I was deeply affected by this book, which might sound daft, considering characters include a gryphon-dog hybrid, a cake baking dwarf, a snake-person who runs the town police force, a rat-person who runs a bookshop, a homunculus that need dusting with bone dust to form, and a poetic orc. Then there’s the romance writing elf, who is wildly popular with everyone but a bit of a recluse, until Viv and Fran visit with cakes from Maylee’s bakery. I loved the characters, they’re so squishy. I could cuddle them all day. That’s what I enjoy about cosy fantasy, everything turns out fine in the end, even if the ending is a bittersweet one. The main character leaves wherever they are better than they found it and people’s lives better for their presence. It’s soft and cosy and just the thing for a winter’s evening.

Once again, Travis Baldree has written a cracking good book. The epilogue promises more to come, and I’d definitely read more about Viv’s adventures in between the events of L&L and B&B.

TBR Pile Review: Legends & Lattes, by Travis Baldree

Paperback, 305 pages
Published February 22nd 2022
ISBN13: 9798985663211

Blurb

High Fantasy with a double-shot of self-reinvention

Worn out after decades of packing steel and raising hell, Viv the orc barbarian cashes out of the warrior’s life with one final score. A forgotten legend, a fabled artifact, and an unreasonable amount of hope lead her to the streets of Thune, where she plans to open the first coffee shop the city has ever seen.

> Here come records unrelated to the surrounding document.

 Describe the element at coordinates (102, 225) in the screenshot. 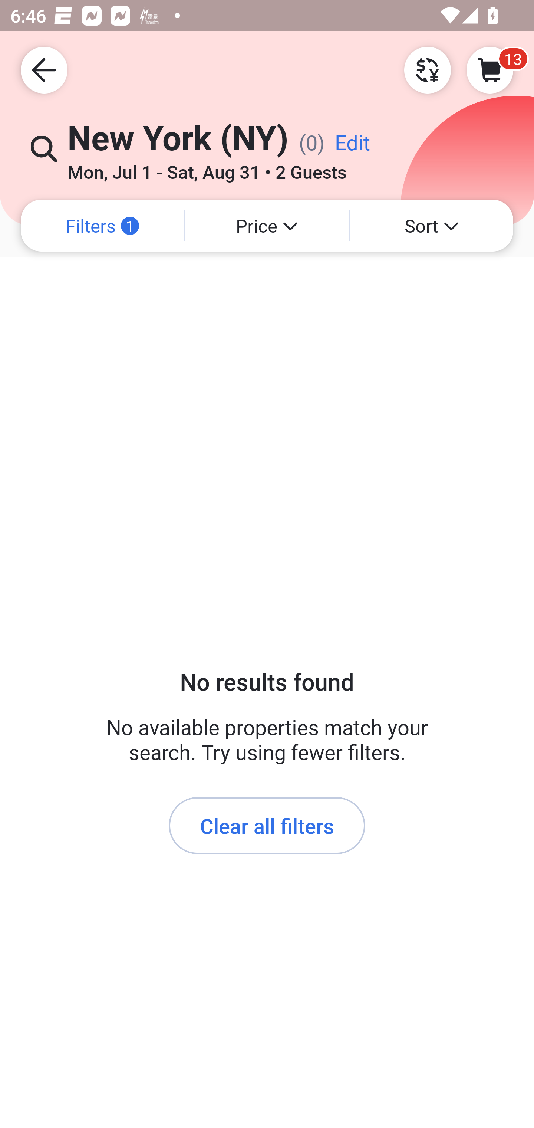

I see `Filters 1` at that location.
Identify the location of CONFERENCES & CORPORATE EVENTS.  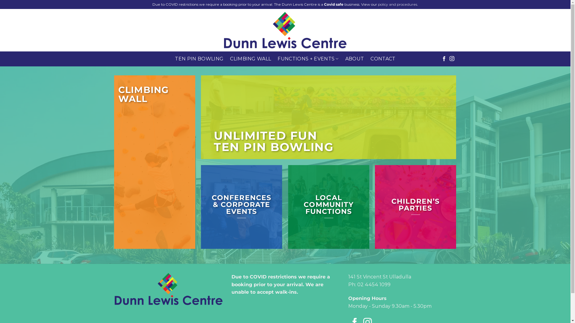
(242, 205).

However, her dreams of a fresh start pulling shots instead of swinging swords are hardly a sure bet. Old frenemies and Thune’s shady underbelly may just upset her plans. To finally build something that will last, Viv will need some new partners and a different kind of resolve.

A hot cup of fantasy slice-of-life with a dollop of romantic froth.

My Review

This book arrived on Monday and to be honest it didn’t make it to the TBR pile. I took it upstairs to add to the pile and instead spent two hours reading. I finished it today. Didn’t have the energy yesterday after work, but I’m okay today. Not going to the Wellbeing Hub at the leisure centre on Monday might have something to do with that. I’m disappointed in myself and my body that a fairly gentle exercise routine two days a week and working one afternoon a week results is enough to knock me off my feet for two to three days. It’s ridiculous.

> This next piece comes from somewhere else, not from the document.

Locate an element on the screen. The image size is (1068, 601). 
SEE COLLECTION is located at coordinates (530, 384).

But ignore all that, you’re not here for updates on my dodgy health and energy levels, you’re here for the book review.

Viv is an orc adventurer, sick of all the travelling and killing. After one final mission she settles down in the town of Thune and opens a coffee shop, an utterly unheard-of venture. Making friends with a giant cat, a succubus in a sweater, a rattkin baker, a hob carpenter, Arcanist (wizard but with scientist overtones) who refuses to drink hot drinks and a musician who invents soft rock, Viv finds a home. She also has to cope with the local crime family demanding protection money and an old companion who thinks her good fortune is unfair. Their friendship sees them through trials and tribulations, and Viv finally finds love.

I enjoyed this novel. The plot is not new. Lots of cosy romances have a similar plot, but none I’ve ever heard of involve fantasy creations. I don’t read romance much, but if you add it to a fantasy setting and don’t make the romance overwhelming, I’m fine with it. I found the characters fun and realistic. The worldbuilding is really good. It’s not heavy handed, but there’s enough detail added as colour, like mentions of far off places and organisations that it comes across as a complex complete world. It was easy to read and I rooted for Viv and her friends.

I had a read of the acknowledgements. It looks like Baldree wrote this book for NaNoWriMo 2021, and somehow managed to publish it by February 2022. The press, Cryptid Press, looks like it’s the author’s own press, so I assume it’s self-published. I also looked briefly at the author’s website https://travisbaldree.com/ which seems to confirm it. It’s well edited. The benefits of having a proper editor and plenty of beta readers. Having tried something similar, without those benefits, I can only doff my overly large hat to Baldree. Nice work.

If you want to try a fantasy that is light and fun, with high fantasy elements, I recommend this novel.